Adapting and reinventing ourselves in a crisis
As with other public health crises in history, we adapted and invented. The practice of medicine needed to adapt quickly to the use of the Iron Lung and Rocking Beds, first developed in 1927 by Harvard’s Philip Drinker and Lewis Agassiz Shaw Jr. These negative pressure apparatuses relied on the movement of the diaphragm to exhale, passively allowing ventilation. Despite being cumbersome and expensive in that time, they were quickly adopted.
Medicine then had to learn how to manage the physical consequences of limb paralysis, and the consequences of being confined to the mechanical respiration equipment. The medical community learned much about the importance of keeping the body moving, even when the patient can not voluntarily move. Physical therapy practices evolved and expanded to include many measures we use today in our Intensive and High Acuity units today. Respiration could be supported at home. Families separated by polio could return home to live out their lives, rather than being confined to a hospital.

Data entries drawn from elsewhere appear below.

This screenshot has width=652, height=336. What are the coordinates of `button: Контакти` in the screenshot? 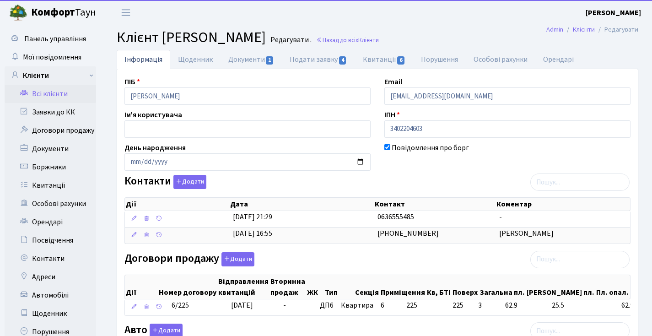 It's located at (190, 182).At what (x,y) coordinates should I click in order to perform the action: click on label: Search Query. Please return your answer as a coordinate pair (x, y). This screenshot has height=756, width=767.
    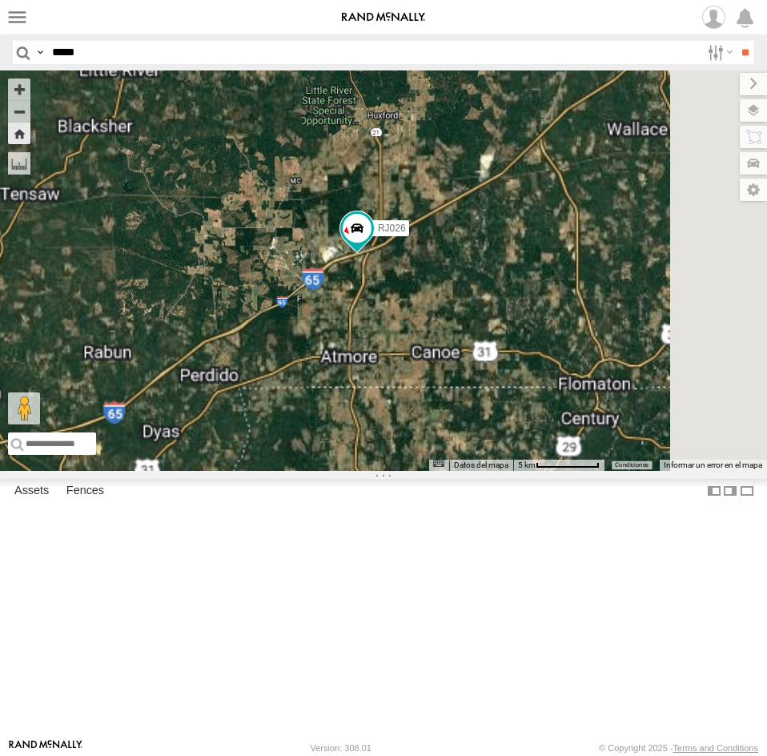
    Looking at the image, I should click on (40, 52).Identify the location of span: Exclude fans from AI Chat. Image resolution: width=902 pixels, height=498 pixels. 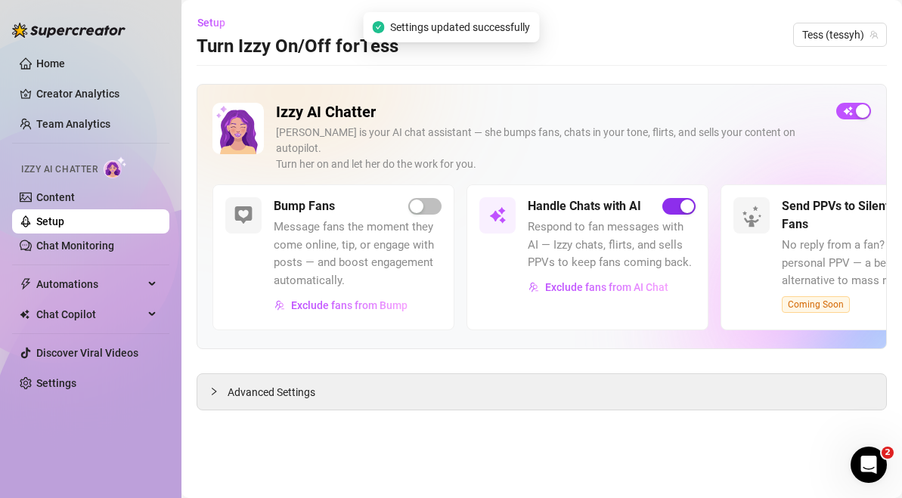
(606, 287).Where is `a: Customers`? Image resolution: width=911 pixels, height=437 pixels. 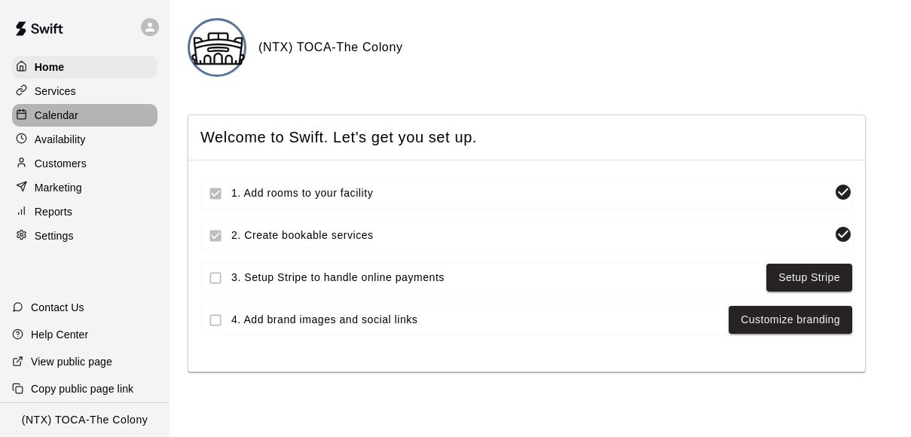 a: Customers is located at coordinates (84, 164).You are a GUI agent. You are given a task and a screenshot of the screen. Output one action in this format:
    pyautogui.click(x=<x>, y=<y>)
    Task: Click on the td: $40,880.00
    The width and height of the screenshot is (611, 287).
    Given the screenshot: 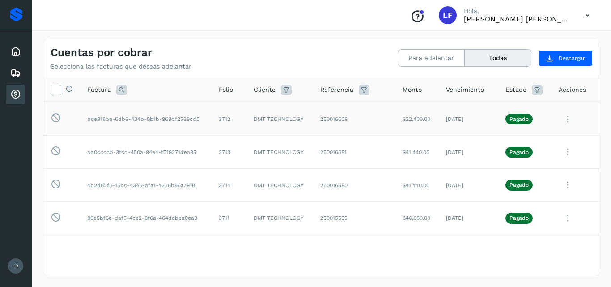 What is the action you would take?
    pyautogui.click(x=417, y=218)
    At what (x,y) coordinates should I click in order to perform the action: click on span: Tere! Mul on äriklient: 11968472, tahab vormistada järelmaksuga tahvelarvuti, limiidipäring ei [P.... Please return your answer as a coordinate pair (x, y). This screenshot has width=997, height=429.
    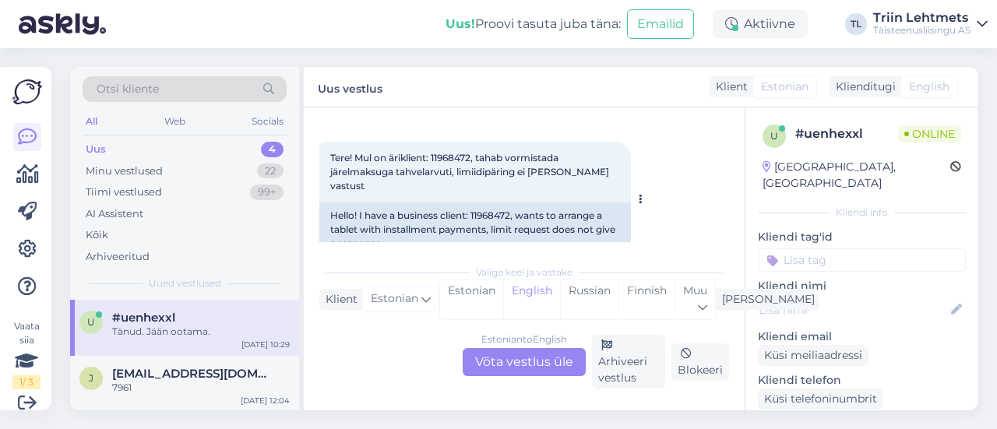
    Looking at the image, I should click on (470, 171).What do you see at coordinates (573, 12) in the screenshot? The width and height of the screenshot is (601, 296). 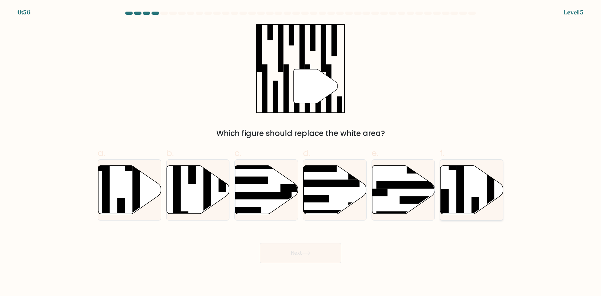 I see `div: Level 5` at bounding box center [573, 12].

The advent of the Salk Vaccine in 1955 and the Sabin in 1962 allowed Canada to gain some control over the virus, but the nation was not declared polio-free until 1994. For more than 30 years, organizations such as Rotary International’s Polio Plus Program have continued their volunteer efforts globally to vaccinate more than 2 billion children, garnering the support of the Bill and Melinda Gates Foundation. Although I have highlighted polio in this blog, I could have picked any number of other diseases, including Diphtheria paralysis, to demonstrate our history.
Learnings from yesterday makes us stronger today
Here in BC, we have turned the corner in Wave 1 of the SARS-Cov2 pandemic. Many of the measures introduced are the same as those used to combat polio. Our medical community has come together as a profession to innovate, share learnings, and adapt in a rapid and nimble way unprecedented in our careers. Collaboration with governing bodies and communities to co-design and rapidly adopt best practice measures has been successful. Innovation plays a key part.
In the 1950s, we saw the invention of the iron lung. Today, we are transitioning to virtual care to provide medical treatment in a way that keeps everyone safe. We are having transparent and honest discussions around our limited resources, and co-developing best practices to extend the services we needed to deal with the disease surge. The way we have responded to this health care crisis will change the way we design our healthcare system and in some ways, the way we practice in the future. These conversations continue as we ramp up our elective healthcare services.
Time to pause and reflect on our “new normal”
We are now able to pause, take a deep breath, and begin to reflect on SARS-CoV2. As we look for what worked best and what practices should become our “new normal” for standard of care, I wonder what will be highlighted in decades to come?
Will we remember this as the time that our tolerance for ER overcrowding and hallway beds ended? Will this become the time that everyone becomes attached to a primary care medical home via the increased capacity made possible by virtual and team-based care? Will this be the time that the physician voice in how we assign and manage our limited healthcare resources rises to the top with our governing bodies?
Whatever your personal learnings and reflections may be, I do encourage you to share and collaborate with all parties in all venues. We have made it over the first wave hump. We will need your knowledge and experience to manage the second wave imminently, and the third wave of many other medical conditions in the years ahead.
Thank you for your dedication and ongoing commitment.